In July 2004 a badly decomposed body, described by the media as that of ‘a black non-national woman’ was discovered in a black plastic bag on a river bank in Co Kilkenny. Because she arrived as an asylum seeker in 2000, and, like all asylum seekers, had been fingerprinted, Gardai identified her through the finger printing data base at the Garda National Immigration Bureau as that of the 25 year old married mother of two Paiche Onyemaechi. She turned out to be the daughter of the Malawian chief justice and a lap dancer and prostitute. Because her body was found without a head by a local Kilkenny woman walking her dog, it did not take long for media representations to describe Paiche Onyemaechi as a ‘headless hooker’. Continue reading “Headless hookers and suitcase bodies”
Tag: African
Hidden Ireland … once again
At the AkiDwA (African Women’s Network) AGM on 22 November 2008, African asylum seekers living in direct provision hostels – AKA Ireland’s holding camps – spoke about the real cost of the recent budget cuts, as their children are prevented from attending school regularly because the school bus has been discontinued. The women, who live on an allowance of €19.10 per week (an allowance not raised since 2001), cannot afford to pay the bus fare. And anyway, the children have to take three buses at times to get to school and are often late. How about that commitment to ‘cherish all the children of the nation equally’ made at the Irish Declaration of Independence, when these children are prevented from accessing education?

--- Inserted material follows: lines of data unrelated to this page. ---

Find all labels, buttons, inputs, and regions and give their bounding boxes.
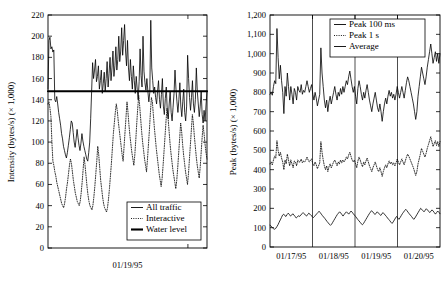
y-tick-label: 160 — [31, 74, 44, 84]
y-tick-label: 500 — [253, 145, 266, 155]
legend-label: Peak 1 s — [349, 30, 379, 40]
two-panel-figure: 020406080100120140160180200220Intensity … — [0, 0, 442, 282]
y-tick-label: 100 — [253, 223, 266, 233]
y-tick-label: 20 — [36, 222, 45, 232]
y-tick-label: 120 — [31, 116, 44, 126]
x-axis-label: 01/19/95 — [112, 260, 142, 270]
y-tick-label: 180 — [31, 52, 44, 62]
panel-left: 020406080100120140160180200220Intensity … — [6, 10, 207, 270]
x-tick-label: 01/18/95 — [319, 251, 349, 261]
y-tick-label: 200 — [31, 31, 44, 41]
legend-label: Peak 100 ms — [349, 19, 395, 29]
y-tick-label: 1,000 — [247, 49, 266, 59]
y-tick-label: 700 — [253, 107, 266, 117]
y-tick-label: 0 — [262, 242, 266, 252]
series-line — [48, 95, 207, 212]
y-tick-label: 200 — [253, 203, 266, 213]
figure-root: 020406080100120140160180200220Intensity … — [0, 0, 442, 282]
legend-label: Water level — [146, 224, 188, 234]
panel-right: 01002003004005006007008009001,0001,1001,… — [228, 10, 440, 261]
y-tick-label: 1,200 — [247, 10, 266, 20]
y-tick-label: 600 — [253, 126, 266, 136]
legend-label: Interactive — [146, 213, 184, 223]
y-tick-label: 0 — [40, 243, 44, 253]
y-tick-label: 140 — [31, 95, 44, 105]
y-tick-label: 40 — [36, 201, 45, 211]
y-tick-label: 80 — [36, 158, 45, 168]
y-axis-title: Peak (bytes/s) (× 1,000) — [228, 89, 238, 176]
y-tick-label: 60 — [36, 179, 45, 189]
y-axis-title: Intensity (bytes/s) (× 1,000) — [6, 82, 16, 183]
y-tick-label: 400 — [253, 165, 266, 175]
y-tick-label: 100 — [31, 137, 44, 147]
x-tick-label: 01/20/95 — [404, 251, 434, 261]
y-tick-label: 220 — [31, 10, 44, 20]
figure-canvas: 020406080100120140160180200220Intensity … — [0, 0, 442, 282]
y-tick-label: 1,100 — [247, 29, 266, 39]
x-tick-label: 01/19/95 — [361, 251, 391, 261]
y-tick-label: 300 — [253, 184, 266, 194]
legend-label: All traffic — [146, 202, 182, 212]
legend-label: Average — [349, 41, 379, 51]
y-tick-label: 900 — [253, 68, 266, 78]
y-tick-label: 800 — [253, 87, 266, 97]
x-tick-label: 01/17/95 — [276, 251, 306, 261]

Other women living in these holding camps spoke about being denied their clothing allowance because they looked too well dressed. Even though they buy all their clothes in charity shops, they are at the mercy of welfare officers who decide how well dressed they should be. Other women spoke about being denied access to education while awaiting a decision on their asylum application.
Whatever about the (now defunct) ‘Celtic Tiger’, at this economic downturn time, the people most seriously affected by the budget cuts are these women and their families, the real ‘hidden Ireland’.